Replication and Consistency in Cassandra#
Cassandra doesn't store data on just one node. Every row is replicated across multiple nodes — so that if a node goes down, the data isn't lost. But replication introduces a question: when a write arrives, how many nodes need to confirm it before Cassandra says "done" to the client?
Replication Factor#
The Replication Factor (RF) controls how many copies of each row exist in the cluster. RF=3 means every row is stored on 3 different nodes.
flowchart LR
W["Write: tweet_1#IN"] --> N1["Node A ✅ (primary owner)"]
W --> N2["Node B ✅ (replica 1)"]
W --> N3["Node C ✅ (replica 2)"] The coordinator writes to all three nodes. But it doesn't have to wait for all three to respond — that's controlled by the consistency level.
Consistency Levels#
The consistency level is set per-operation and controls how many replicas must acknowledge a read or write before the operation is considered successful.
ONE → 1 replica must respond
QUORUM → majority must respond (RF=3 → 2 nodes)
ALL → every replica must respond
ONE is the fastest but weakest guarantee. The write returns as soon as one node confirms. The other two nodes will receive it eventually — but if you read immediately from a different node, that node might not have the update yet. Stale reads are possible.
ALL is the strongest but most fragile. Every replica must respond. If even one node is down or slow, the operation fails or times out. Maximum consistency, minimum availability.
QUORUM is the sweet spot for most production systems. The majority of replicas must respond — fast enough to tolerate a slow or down node, strong enough to guarantee consistency when paired correctly with reads.
QUORUM with RF=3
RF=3 means 3 replicas. QUORUM = majority = 2. So 2 out of 3 nodes must acknowledge the write. If one node is slow or unreachable, the write still succeeds. The cluster tolerates one node failure without losing write availability.
The R + W > N formula — strong consistency through overlap#
Here's the insight that makes Cassandra's consistency model elegant. If you write to W nodes and read from R nodes, and W + R > N (total replicas), then at least one node must overlap between the write set and the read set.
That overlapping node always has the latest data — so the read is always fresh.
RF = 3 (N = 3)
Write with QUORUM: W = 2 nodes confirmed
Read with QUORUM: R = 2 nodes contacted
W + R = 4 > N = 3 ✅ → guaranteed overlap → strong consistency
The overlap is guaranteed by the pigeonhole principle. You wrote to 2 out of 3 nodes. You're reading from 2 out of 3 nodes. You cannot pick 2 nodes for reading without hitting at least 1 node that was in the write set.
R + W > N = strong consistency
This is the formula. When it holds, at least one node in the read set always has the latest write. Without this overlap, you might read from nodes that haven't received the write yet.
What happens when W + R ≤ N#
If you write with ONE and read with ONE — W=1, R=1, N=3 — then W+R=2, which is not > 3. No guaranteed overlap. You might write to Node A and read from Node B, which hasn't received the update yet.
This is eventual consistency — Node B will catch up, but there's a window where reads can return outdated data. For Twitter analytics and IoT sensor data, this is usually acceptable. For a bank balance, it is not.
Interview framing
"Cassandra's consistency is tunable per-operation. For write-heavy analytics data where a brief inconsistency window is acceptable, I'd use ONE for writes for maximum throughput. For reads that must be current — like a user's account state — I'd use QUORUM on both read and write to guarantee overlap. The formula is R + W > N."
Consistency vs Availability trade-off#
ONE → high availability, eventual consistency
QUORUM → balanced (tolerates 1 node failure with RF=3)
ALL → strong consistency, low availability (any node failure = failure)
This is the same CAP / PACELC trade-off we've seen before — just made explicit and configurable at query time in Cassandra. Most systems mix levels: QUORUM for critical reads, ONE for high-volume analytical writes.
Don't assume Cassandra is always eventually consistent
A common interview mistake is saying "Cassandra is an AP system so it's always eventually consistent." Cassandra is tunable. With QUORUM+QUORUM and R+W>N, it gives strong consistency. The CAP label depends entirely on which consistency level you configure.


WHAT IS REQUIRED
Every line from the one containing "xyxy pixel coordinates" to the last line of the listing below should be given again exactly.
* * * *
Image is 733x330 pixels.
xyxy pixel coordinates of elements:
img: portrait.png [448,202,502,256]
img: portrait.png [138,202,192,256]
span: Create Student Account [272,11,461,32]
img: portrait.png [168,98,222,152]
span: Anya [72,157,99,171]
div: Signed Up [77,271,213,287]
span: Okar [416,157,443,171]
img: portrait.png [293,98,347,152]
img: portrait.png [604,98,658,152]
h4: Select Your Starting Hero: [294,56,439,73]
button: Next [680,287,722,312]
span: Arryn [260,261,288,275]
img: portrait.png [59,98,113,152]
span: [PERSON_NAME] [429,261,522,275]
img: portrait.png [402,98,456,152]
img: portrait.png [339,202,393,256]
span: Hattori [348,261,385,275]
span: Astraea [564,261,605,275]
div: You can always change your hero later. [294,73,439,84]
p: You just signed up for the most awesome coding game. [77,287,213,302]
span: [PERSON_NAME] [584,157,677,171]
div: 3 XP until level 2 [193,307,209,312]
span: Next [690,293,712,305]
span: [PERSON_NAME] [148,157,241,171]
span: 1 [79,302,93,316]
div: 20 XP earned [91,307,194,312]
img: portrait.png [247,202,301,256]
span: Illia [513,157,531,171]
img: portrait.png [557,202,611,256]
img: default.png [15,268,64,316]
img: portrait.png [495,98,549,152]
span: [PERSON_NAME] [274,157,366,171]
* * * *
SOLVED PROBLEM
xyxy pixel coordinates of elements:
img: portrait.png [448,202,502,256]
img: portrait.png [138,202,192,256]
span: Create Student Account [272,11,461,32]
img: portrait.png [168,98,222,152]
span: Anya [72,157,99,171]
div: Signed Up [77,271,213,287]
span: Okar [416,157,443,171]
img: portrait.png [293,98,347,152]
img: portrait.png [604,98,658,152]
h4: Select Your Starting Hero: [294,56,439,73]
button: Next [680,287,722,312]
span: Arryn [260,261,288,275]
img: portrait.png [59,98,113,152]
span: [PERSON_NAME] [429,261,522,275]
img: portrait.png [402,98,456,152]
img: portrait.png [339,202,393,256]
span: Hattori [348,261,385,275]
span: Astraea [564,261,605,275]
div: You can always change your hero later. [294,73,439,84]
p: You just signed up for the most awesome coding game. [77,287,213,302]
span: [PERSON_NAME] [584,157,677,171]
div: 3 XP until level 2 [193,307,209,312]
span: Next [690,293,712,305]
span: [PERSON_NAME] [148,157,241,171]
span: 1 [79,302,93,316]
div: 20 XP earned [91,307,194,312]
img: portrait.png [247,202,301,256]
span: Illia [513,157,531,171]
img: portrait.png [557,202,611,256]
img: default.png [15,268,64,316]
img: portrait.png [495,98,549,152]
span: [PERSON_NAME] [274,157,366,171]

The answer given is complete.